Stargazers, grab a blanket and go outside, the first meteor shower of Fall is set to peak tonight. The Draconids lasts from around October 6-10 every year, but your best chance to catch a shooting star in action is to go outside and look up tonight.
The Draconids may not be the most spectacular celestial sparkle of the year, with an expected five to 10 meteors an hour, but it is one of the most convenient to watch, which makes it enticing.
Meteors are known as shooting stars due to the flashes of light caused by the pieces of dust and rock – some as small as a grain of sand – burning up in the atmosphere as Earth moves through a comet's tail. Meteor peaks are when we move through the greatest number of particles in a comet stream, creating the lightest, brightest, and most abundant shooting stars.

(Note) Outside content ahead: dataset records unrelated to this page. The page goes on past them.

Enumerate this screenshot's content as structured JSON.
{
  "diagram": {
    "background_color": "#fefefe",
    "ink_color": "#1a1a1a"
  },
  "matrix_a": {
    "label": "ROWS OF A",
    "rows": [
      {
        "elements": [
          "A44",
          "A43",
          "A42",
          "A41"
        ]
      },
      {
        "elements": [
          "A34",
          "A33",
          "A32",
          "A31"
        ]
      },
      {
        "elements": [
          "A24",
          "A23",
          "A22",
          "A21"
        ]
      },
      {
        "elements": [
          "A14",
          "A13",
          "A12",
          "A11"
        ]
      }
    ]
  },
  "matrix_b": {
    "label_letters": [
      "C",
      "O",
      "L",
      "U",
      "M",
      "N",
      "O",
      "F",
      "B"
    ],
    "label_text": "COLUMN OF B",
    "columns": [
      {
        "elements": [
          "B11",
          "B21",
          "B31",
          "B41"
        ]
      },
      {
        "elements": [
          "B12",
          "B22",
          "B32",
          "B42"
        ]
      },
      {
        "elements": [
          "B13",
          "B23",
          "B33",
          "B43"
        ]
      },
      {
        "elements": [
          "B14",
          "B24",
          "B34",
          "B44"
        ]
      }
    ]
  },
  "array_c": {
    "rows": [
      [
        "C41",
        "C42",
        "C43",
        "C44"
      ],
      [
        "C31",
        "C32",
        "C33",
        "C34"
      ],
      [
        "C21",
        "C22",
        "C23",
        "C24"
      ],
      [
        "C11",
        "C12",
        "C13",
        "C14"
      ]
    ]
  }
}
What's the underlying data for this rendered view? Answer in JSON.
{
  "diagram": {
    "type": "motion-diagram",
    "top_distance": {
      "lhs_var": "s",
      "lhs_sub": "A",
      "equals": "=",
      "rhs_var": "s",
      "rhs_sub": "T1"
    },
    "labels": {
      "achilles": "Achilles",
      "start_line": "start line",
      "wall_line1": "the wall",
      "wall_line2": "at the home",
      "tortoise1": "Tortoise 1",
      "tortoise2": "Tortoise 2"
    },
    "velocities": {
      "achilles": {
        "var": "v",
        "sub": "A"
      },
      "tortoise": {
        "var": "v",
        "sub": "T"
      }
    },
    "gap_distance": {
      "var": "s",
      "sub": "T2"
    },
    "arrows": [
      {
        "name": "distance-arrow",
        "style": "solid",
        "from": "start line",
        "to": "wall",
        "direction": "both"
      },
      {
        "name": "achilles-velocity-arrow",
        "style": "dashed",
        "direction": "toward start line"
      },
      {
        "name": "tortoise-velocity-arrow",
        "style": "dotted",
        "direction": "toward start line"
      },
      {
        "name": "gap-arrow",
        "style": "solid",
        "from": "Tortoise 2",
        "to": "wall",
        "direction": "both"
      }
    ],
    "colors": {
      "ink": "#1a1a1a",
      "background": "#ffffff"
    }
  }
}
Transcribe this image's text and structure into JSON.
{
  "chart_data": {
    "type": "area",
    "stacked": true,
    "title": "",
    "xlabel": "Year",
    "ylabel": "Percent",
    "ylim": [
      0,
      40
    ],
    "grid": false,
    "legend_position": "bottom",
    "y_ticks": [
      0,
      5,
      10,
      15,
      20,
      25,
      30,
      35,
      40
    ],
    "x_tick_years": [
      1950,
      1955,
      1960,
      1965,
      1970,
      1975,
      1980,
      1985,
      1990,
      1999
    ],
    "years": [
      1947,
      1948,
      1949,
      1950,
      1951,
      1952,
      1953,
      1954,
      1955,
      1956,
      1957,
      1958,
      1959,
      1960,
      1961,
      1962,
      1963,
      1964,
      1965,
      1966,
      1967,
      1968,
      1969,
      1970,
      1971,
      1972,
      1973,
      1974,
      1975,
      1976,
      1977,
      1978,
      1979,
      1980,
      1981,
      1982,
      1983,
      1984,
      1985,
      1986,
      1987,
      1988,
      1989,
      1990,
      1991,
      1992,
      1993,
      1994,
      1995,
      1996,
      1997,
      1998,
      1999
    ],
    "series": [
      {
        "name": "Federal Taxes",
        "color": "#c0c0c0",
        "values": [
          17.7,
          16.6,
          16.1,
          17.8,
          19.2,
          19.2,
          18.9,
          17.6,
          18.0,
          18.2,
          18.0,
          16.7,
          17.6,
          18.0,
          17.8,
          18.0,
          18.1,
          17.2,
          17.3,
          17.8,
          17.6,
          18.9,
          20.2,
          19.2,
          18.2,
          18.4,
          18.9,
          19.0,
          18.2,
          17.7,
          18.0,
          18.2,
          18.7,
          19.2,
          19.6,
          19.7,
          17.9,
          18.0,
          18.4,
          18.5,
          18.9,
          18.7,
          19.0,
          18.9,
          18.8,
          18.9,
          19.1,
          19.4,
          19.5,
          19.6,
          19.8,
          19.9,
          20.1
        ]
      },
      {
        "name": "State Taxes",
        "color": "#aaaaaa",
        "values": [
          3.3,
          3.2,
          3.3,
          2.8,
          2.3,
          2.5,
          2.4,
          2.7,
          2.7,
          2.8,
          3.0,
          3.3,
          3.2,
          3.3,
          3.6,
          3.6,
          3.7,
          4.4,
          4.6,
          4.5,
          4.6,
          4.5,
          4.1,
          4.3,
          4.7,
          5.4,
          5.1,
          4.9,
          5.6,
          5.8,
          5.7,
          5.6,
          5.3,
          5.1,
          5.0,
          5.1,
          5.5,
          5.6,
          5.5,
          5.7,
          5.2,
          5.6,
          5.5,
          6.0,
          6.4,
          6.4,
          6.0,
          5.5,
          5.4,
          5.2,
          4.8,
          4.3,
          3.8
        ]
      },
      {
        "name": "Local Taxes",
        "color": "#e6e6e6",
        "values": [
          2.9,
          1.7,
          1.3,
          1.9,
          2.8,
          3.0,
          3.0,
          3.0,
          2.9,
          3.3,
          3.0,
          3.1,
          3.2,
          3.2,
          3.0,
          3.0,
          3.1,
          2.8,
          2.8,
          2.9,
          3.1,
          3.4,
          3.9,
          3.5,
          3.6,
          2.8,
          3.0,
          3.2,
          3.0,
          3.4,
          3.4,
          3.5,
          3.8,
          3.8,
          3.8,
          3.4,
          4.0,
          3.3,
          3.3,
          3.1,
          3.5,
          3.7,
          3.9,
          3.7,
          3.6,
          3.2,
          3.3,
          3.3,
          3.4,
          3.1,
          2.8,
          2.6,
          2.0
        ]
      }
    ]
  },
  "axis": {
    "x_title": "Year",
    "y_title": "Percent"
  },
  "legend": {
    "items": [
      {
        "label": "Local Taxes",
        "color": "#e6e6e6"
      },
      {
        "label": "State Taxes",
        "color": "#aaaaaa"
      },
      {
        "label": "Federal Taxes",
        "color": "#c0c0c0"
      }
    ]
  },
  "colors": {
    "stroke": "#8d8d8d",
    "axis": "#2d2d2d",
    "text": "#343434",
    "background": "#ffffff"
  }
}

Most showers are best seen in the hours before dawn, however, the Draconids are most visible in the evening because the constellation they appear to radiate from – Draco – is highest in the sky at nightfall. Fortunately, the thin waxing crescent Moon sets before nightfall so will not hinder any viewing.
Although meteor showers are named for the constellation they seem to appear from, in reality, they appear from all directions in the sky so you don't need to look in any particular direction – just up.
The Draconids are a group of (relatively) slow-moving meteors that follow on the tail of the comet 21P/Giacobini-Zinner. They move at 64,000 kilometers (40,000 miles) an hour, which seems incredibly fast but is actually fairly slow in meteor terms. This means the meteors are faint and frequently burn out before they have the chance to reach the Earth's atmosphere. Only the very largest generate enough heat to make them visible to the human eye.
They are also quite a young shower, only observed for the first time less than a century ago. Most displays tend to produce five or so meteors an hour but in 1933 and 1946, the showers were especially spectacular and spectators reported seeing up to several thousands of meteors per hour. In 2011, around 600 shooting stars an hour were observed.
Unfortunately, we shouldn't expect a repeat of 1933, 1946, or 2011 – astronomers predict storms of roughly five to 10 meteors an hour. But if you don't want to wait up until the early hours, or have young star gazing enthusiasts with you, this is the perfect shower.
Don't worry if this one fails to ignite. The Orionids will peak in late October followed by the Southern Taurids, Northern Taurids, and Leonids in November.